KANSAS CITY, Mo. — Clearwire and Sprint Nextel said Wednesday they will combine their wireless broadband units to create a $14.55 billion communications company.
The new company, which will retain Clearwire's name, will continue developing a mobile network based on WiMax technology, which promises faster speeds than the latest cellular networks for movies, games and other data services.
A group of outside investors, including Intel., Google , Comcast., Time Warner Cable and Bright House Networks, will kick in $3.2 billion for the new company. The investment is based on a target price of $20 per Clearwire share and will give the companies a 22 percent stake in the new venture.
Clearwire, a Kirkland, Wash.-based startup founded by cellular pioneer Craig McCaw, will also receive an investment from Trilogy Equity Partners, led by U.S. wireless industry veteran John Stanton.
Overland Park, Kan.-based Sprint Nextel Corp. will be majority owner with a 51 percent equity stake, while existing Clearwire Corp. shareholders will receive about 27 percent interest.
The new company is looking for a U.S. network deployment reaching 120 million to 140 million people by the end of 2010. Company officials said they'll need up to $2.3 billion more by getting additional investors or borrowing. They also could shrink the size of the network.
Both companies have separately pursued rolling out WiMax networks. They characterized their joint venture as a way to speed along development and adoption of the technology, which could eventually compete with fixed-line broadband.
"The agreement enables us to get to market faster and reach a broader audience than we could have if we went alone," Dan Hesse, Sprint Nextel's chief executive officer, told analysts during a conference call Wednesday.
Rivals such as AT&T and Verizon Wireless have eschewed WiMax, opting instead for upgrades to their current wireless broadband networks and a future technology called Long Term Evolution. But Hesse said WiMax is available now and should give the new company a two-year head start in the so-called "fourth-generation," or 4G, telecommunications market.
Clearwire will sell WiMax services back to Sprint and the cable partners, through a "mobile virtual network operator," or MVNO, business model. There are no plans, however, to offer similar access to service providers not part of the joint venture.
The cable companies and Clearwire will also receive current-generation wireless service, called 3G, from Sprint Nextel through a separate agreement.
For Sprint, the deal gets an operational monkey off its back and allows management to return to salvaging its troubled wireless business, which has suffered a steady hemorrhaging of subscribers. It also could quiet critics who consider WiMax experimental and expensive — one estimate had Sprint paying more than $5 billion to rollout the service.
Clearwire gets new capital, infrastructure and broadband spectrum, as well as further validation of its technology.
"We strongly believe that the new Clearwire will be in the best position to succeed in the 4G race," said Clearwire chief executive Benjamin Wolff, who will also lead the new company.
Cable companies Comcast, Time Warner Cable and Bright House will now have the ability to sell wireless services, giving them a potent weapon in their fight to slow customer defections to telephone companies that are now offering video services.
A similar joint partnership between five cable companies and Sprint, called Pivot, collapsed this year. But Hesse said the Clearwire model would do better as it gives the cable partners greater control over branding and rolling out services to the market.
Intel will be able to sell WiMax-enabled computer chips for handsets and laptops and eventually develop chips for a wide range of consumer products, including handheld cameras.
Google will provide local and Web search functions and help develop software applications.
Clearwire already provides wireless Internet service in some parts of the country using a WiMax-like technology. The company had a subscriber base of nearly 400,000 wireless broadband customers as of Dec. 31.
Sprint began tests of its Xohm-branded WiMax service in Chicago, Baltimore and Washington, D.C. this year but hasn't released subscriber numbers. A commercial rollout of the service in those markets has been delayed, although Hesse told reporters Wednesday he still expected that rollout this year.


*WORK INSTRUCTION*
The following data is to be repeated exactly, its pictures excluded.
----------
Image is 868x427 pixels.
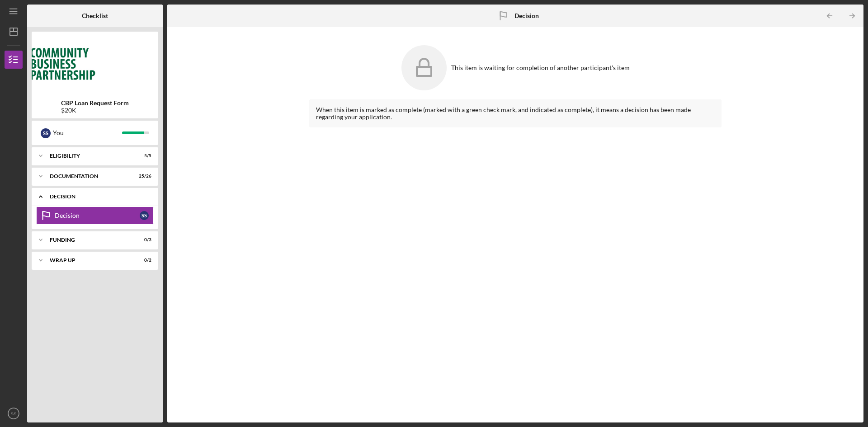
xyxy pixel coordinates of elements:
a: DecisionSS [36,206,153,225]
div: 0 / 3 [135,237,151,243]
div: Documentation [50,173,129,179]
div: 5 / 5 [135,153,151,158]
b: Decision [515,12,539,19]
b: CBP Loan Request Form [61,99,129,106]
div: S S [40,128,51,138]
img: Product logo [32,36,159,90]
div: Wrap up [50,258,129,263]
b: Checklist [82,12,108,19]
div: Decision [50,194,147,200]
div: This item is waiting for completion of another participant's item [452,64,630,71]
div: Eligibility [50,153,129,158]
div: $20K [61,106,129,114]
div: You [53,125,122,140]
div: S S [140,211,149,220]
div: Decision [55,212,140,219]
div: 0 / 2 [135,258,151,263]
div: When this item is marked as complete (marked with a green check mark, and indicated as complete),... [309,99,722,128]
div: 25 / 26 [135,173,151,179]
div: Funding [50,237,129,243]
text: SS [11,411,17,416]
button: SS [4,404,23,423]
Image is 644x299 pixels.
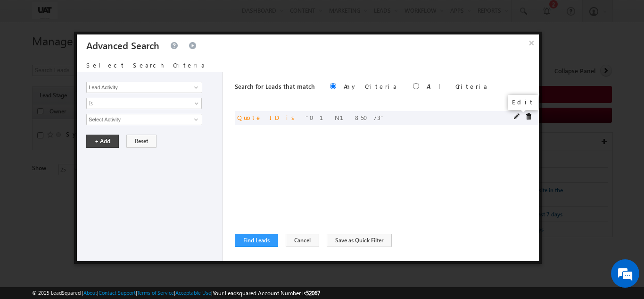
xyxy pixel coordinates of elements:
span: 01N185073 [306,113,384,122]
span: Your Leadsquared Account Number is [212,289,320,296]
div: Edit [509,94,538,110]
span: Select Search Criteria [87,61,206,69]
a: Show All Items [189,115,201,124]
a: About [83,289,97,296]
span: 52067 [306,289,320,296]
a: Acceptable Use [176,289,211,296]
div: Chat with us now [49,50,158,62]
button: + Add [87,135,119,148]
span: © 2025 LeadSquared | | | | | [32,289,320,297]
button: Reset [127,135,156,148]
span: Quote ID [237,113,279,122]
img: d_60004797649_company_0_60004797649 [16,50,39,62]
a: Contact Support [99,289,135,296]
label: All Criteria [426,82,488,90]
em: Start Chat [128,232,171,244]
h3: Advanced Search [87,34,159,56]
button: Find Leads [235,233,278,247]
span: is [286,113,298,122]
label: Any Criteria [343,82,398,90]
button: Cancel [286,233,319,247]
input: Type to Search [87,81,202,93]
a: Is [87,98,202,109]
div: Minimize live chat window [155,4,177,27]
textarea: Type your message and hit 'Enter' [12,87,172,224]
a: Show All Items [189,82,201,92]
input: Type to Search [87,114,202,125]
button: Save as Quick Filter [327,233,391,247]
a: Terms of Service [137,289,174,296]
span: Search for Leads that match [235,82,315,90]
button: × [523,34,539,51]
span: Is [87,99,189,108]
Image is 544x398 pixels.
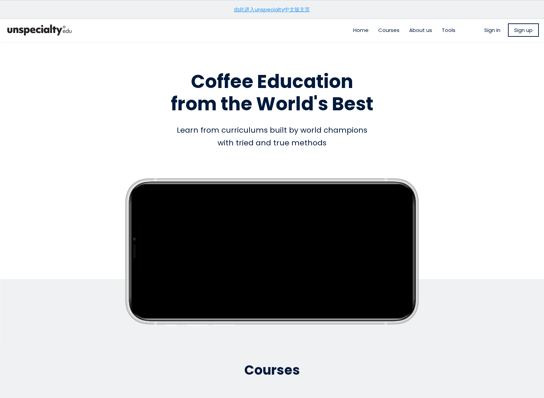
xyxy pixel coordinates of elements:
[484,26,501,34] a: Sign in
[353,26,369,34] a: Home
[378,26,400,34] a: Courses
[508,23,539,37] a: Sign up
[77,70,468,115] h1: Coffee Education from the World's Best
[77,361,468,378] h2: Courses
[514,26,533,34] span: Sign up
[77,124,468,149] div: Learn from curriculums built by world champions with tried and true methods
[442,26,456,34] a: Tools
[5,22,74,38] img: bc390a18feecddb333977e298b3a00a1.png
[234,6,310,13] a: 由此进入unspecialty中文版主页
[409,26,432,34] a: About us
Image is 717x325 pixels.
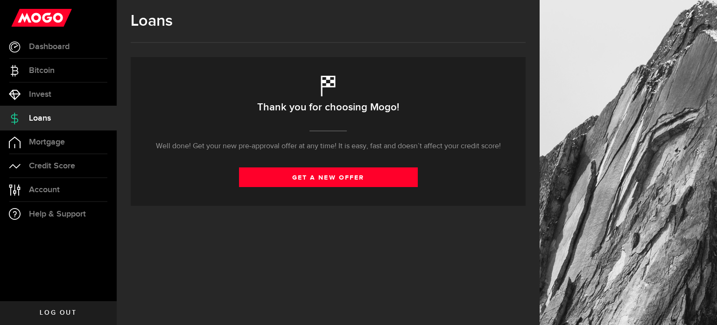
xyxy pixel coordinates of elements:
h1: Loans [131,12,526,30]
span: Invest [29,90,51,99]
a: get a new offer [239,167,418,187]
span: Credit Score [29,162,75,170]
span: Help & Support [29,210,86,218]
span: Bitcoin [29,66,55,75]
p: Well done! Get your new pre-approval offer at any time! It is easy, fast and doesn’t affect your ... [156,141,501,152]
iframe: LiveChat chat widget [678,285,717,325]
span: Log out [40,309,77,316]
h2: Thank you for choosing Mogo! [257,98,399,117]
span: Account [29,185,60,194]
span: Loans [29,114,51,122]
span: Dashboard [29,42,70,51]
span: Mortgage [29,138,65,146]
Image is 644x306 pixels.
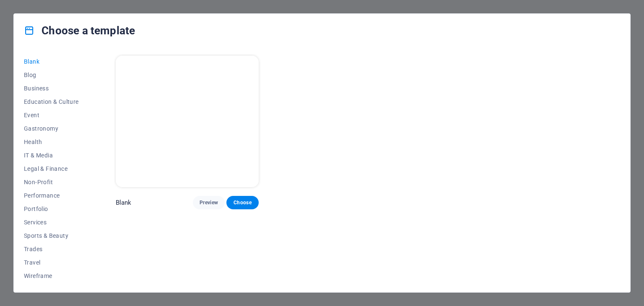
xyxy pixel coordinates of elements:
span: Health [24,138,79,145]
button: Business [24,82,79,95]
button: Travel [24,256,79,269]
span: Event [24,112,79,119]
button: Sports & Beauty [24,229,79,242]
button: Legal & Finance [24,162,79,176]
span: Services [24,219,79,226]
button: Gastronomy [24,122,79,135]
span: Blog [24,72,79,78]
button: Blank [24,55,79,68]
span: Choose [233,199,251,206]
p: Blank [115,198,132,207]
span: Legal & Finance [24,165,79,172]
span: Sports & Beauty [24,232,79,239]
button: Non-Profit [24,176,79,189]
button: Portfolio [24,202,79,215]
button: Blog [24,68,79,82]
span: Preview [200,199,218,206]
span: Non-Profit [24,179,79,185]
h4: Choose a template [24,24,135,37]
button: Choose [227,196,258,210]
span: Blank [24,58,79,65]
button: Services [24,215,79,229]
span: Performance [24,192,79,199]
button: Performance [24,189,79,202]
span: Education & Culture [24,99,79,105]
span: Portfolio [24,206,79,212]
button: Education & Culture [24,95,79,108]
button: Wireframe [24,269,79,283]
button: IT & Media [24,149,79,162]
button: Event [24,108,79,122]
button: Health [24,135,79,149]
span: Trades [24,246,79,253]
span: IT & Media [24,152,79,159]
button: Trades [24,242,79,256]
img: Blank [115,55,258,187]
span: Gastronomy [24,125,79,132]
span: Business [24,85,79,92]
span: Travel [24,259,79,266]
span: Wireframe [24,273,79,279]
button: Preview [193,196,225,210]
----------
*SOLVED PROBLEM*
Image is 868x427 pixels.
xyxy pixel coordinates of elements:
a: DecisionSS [36,206,153,225]
div: 0 / 3 [135,237,151,243]
div: Documentation [50,173,129,179]
div: 5 / 5 [135,153,151,158]
b: Decision [515,12,539,19]
b: CBP Loan Request Form [61,99,129,106]
div: S S [40,128,51,138]
img: Product logo [32,36,159,90]
div: Wrap up [50,258,129,263]
b: Checklist [82,12,108,19]
div: Decision [50,194,147,200]
div: This item is waiting for completion of another participant's item [452,64,630,71]
div: Eligibility [50,153,129,158]
div: $20K [61,106,129,114]
div: You [53,125,122,140]
div: S S [140,211,149,220]
div: Decision [55,212,140,219]
div: 0 / 2 [135,258,151,263]
div: When this item is marked as complete (marked with a green check mark, and indicated as complete),... [309,99,722,128]
div: 25 / 26 [135,173,151,179]
div: Funding [50,237,129,243]
text: SS [11,411,17,416]
button: SS [4,404,23,423]
Image is 644x299 pixels.
xyxy pixel coordinates of elements:
span: 01N185073 [306,113,384,122]
span: Your Leadsquared Account Number is [212,289,320,296]
div: Edit [509,94,538,110]
span: Select Search Criteria [87,61,206,69]
a: Show All Items [189,115,201,124]
a: About [83,289,97,296]
span: 52067 [306,289,320,296]
a: Acceptable Use [176,289,211,296]
div: Chat with us now [49,50,158,62]
button: + Add [87,135,119,148]
span: © 2025 LeadSquared | | | | | [32,289,320,297]
button: Reset [127,135,156,148]
span: Quote ID [237,113,279,122]
img: d_60004797649_company_0_60004797649 [16,50,39,62]
a: Contact Support [99,289,135,296]
label: All Criteria [426,82,488,90]
em: Start Chat [128,232,171,244]
h3: Advanced Search [87,34,159,56]
button: Find Leads [235,233,278,247]
span: is [286,113,298,122]
label: Any Criteria [343,82,398,90]
button: Cancel [286,233,319,247]
input: Type to Search [87,81,202,93]
a: Is [87,98,202,109]
div: Minimize live chat window [155,4,177,27]
textarea: Type your message and hit 'Enter' [12,87,172,224]
a: Show All Items [189,82,201,92]
input: Type to Search [87,114,202,125]
button: Save as Quick Filter [327,233,391,247]
a: Terms of Service [137,289,174,296]
span: Search for Leads that match [235,82,315,90]
button: × [523,34,539,51]
span: Is [87,99,189,108]
Image is 544x398 pixels.
xyxy pixel coordinates of elements:
[484,26,501,34] a: Sign in
[353,26,369,34] a: Home
[378,26,400,34] a: Courses
[508,23,539,37] a: Sign up
[77,70,468,115] h1: Coffee Education from the World's Best
[77,361,468,378] h2: Courses
[514,26,533,34] span: Sign up
[77,124,468,149] div: Learn from curriculums built by world champions with tried and true methods
[442,26,456,34] a: Tools
[5,22,74,38] img: bc390a18feecddb333977e298b3a00a1.png
[234,6,310,13] a: 由此进入unspecialty中文版主页
[409,26,432,34] a: About us
Image is 717x325 pixels.
xyxy pixel coordinates of elements:
h1: Loans [131,12,526,30]
span: Invest [29,90,51,99]
a: get a new offer [239,167,418,187]
span: Credit Score [29,162,75,170]
span: Help & Support [29,210,86,218]
span: Bitcoin [29,66,55,75]
p: Well done! Get your new pre-approval offer at any time! It is easy, fast and doesn’t affect your ... [156,141,501,152]
iframe: LiveChat chat widget [678,285,717,325]
span: Log out [40,309,77,316]
h2: Thank you for choosing Mogo! [257,98,399,117]
span: Account [29,185,60,194]
span: Loans [29,114,51,122]
span: Dashboard [29,42,70,51]
span: Mortgage [29,138,65,146]
Image is 644x306 pixels.
xyxy pixel coordinates of elements:
span: Health [24,138,79,145]
button: Business [24,82,79,95]
button: Travel [24,256,79,269]
span: Event [24,112,79,119]
button: Sports & Beauty [24,229,79,242]
button: Legal & Finance [24,162,79,176]
span: Services [24,219,79,226]
button: Gastronomy [24,122,79,135]
span: Blog [24,72,79,78]
button: Blank [24,55,79,68]
span: Choose [233,199,251,206]
p: Blank [115,198,132,207]
span: Legal & Finance [24,165,79,172]
span: Sports & Beauty [24,232,79,239]
button: Non-Profit [24,176,79,189]
button: Portfolio [24,202,79,215]
button: Blog [24,68,79,82]
span: Preview [200,199,218,206]
span: Non-Profit [24,179,79,185]
h4: Choose a template [24,24,135,37]
button: Choose [227,196,258,210]
span: Blank [24,58,79,65]
button: Services [24,215,79,229]
span: Performance [24,192,79,199]
button: Performance [24,189,79,202]
span: Education & Culture [24,99,79,105]
span: Portfolio [24,206,79,212]
button: Education & Culture [24,95,79,108]
button: Wireframe [24,269,79,283]
button: IT & Media [24,149,79,162]
button: Event [24,108,79,122]
button: Health [24,135,79,149]
span: Trades [24,246,79,253]
span: IT & Media [24,152,79,159]
button: Trades [24,242,79,256]
img: Blank [115,55,258,187]
span: Gastronomy [24,125,79,132]
span: Business [24,85,79,92]
span: Travel [24,259,79,266]
span: Wireframe [24,273,79,279]
button: Preview [193,196,225,210]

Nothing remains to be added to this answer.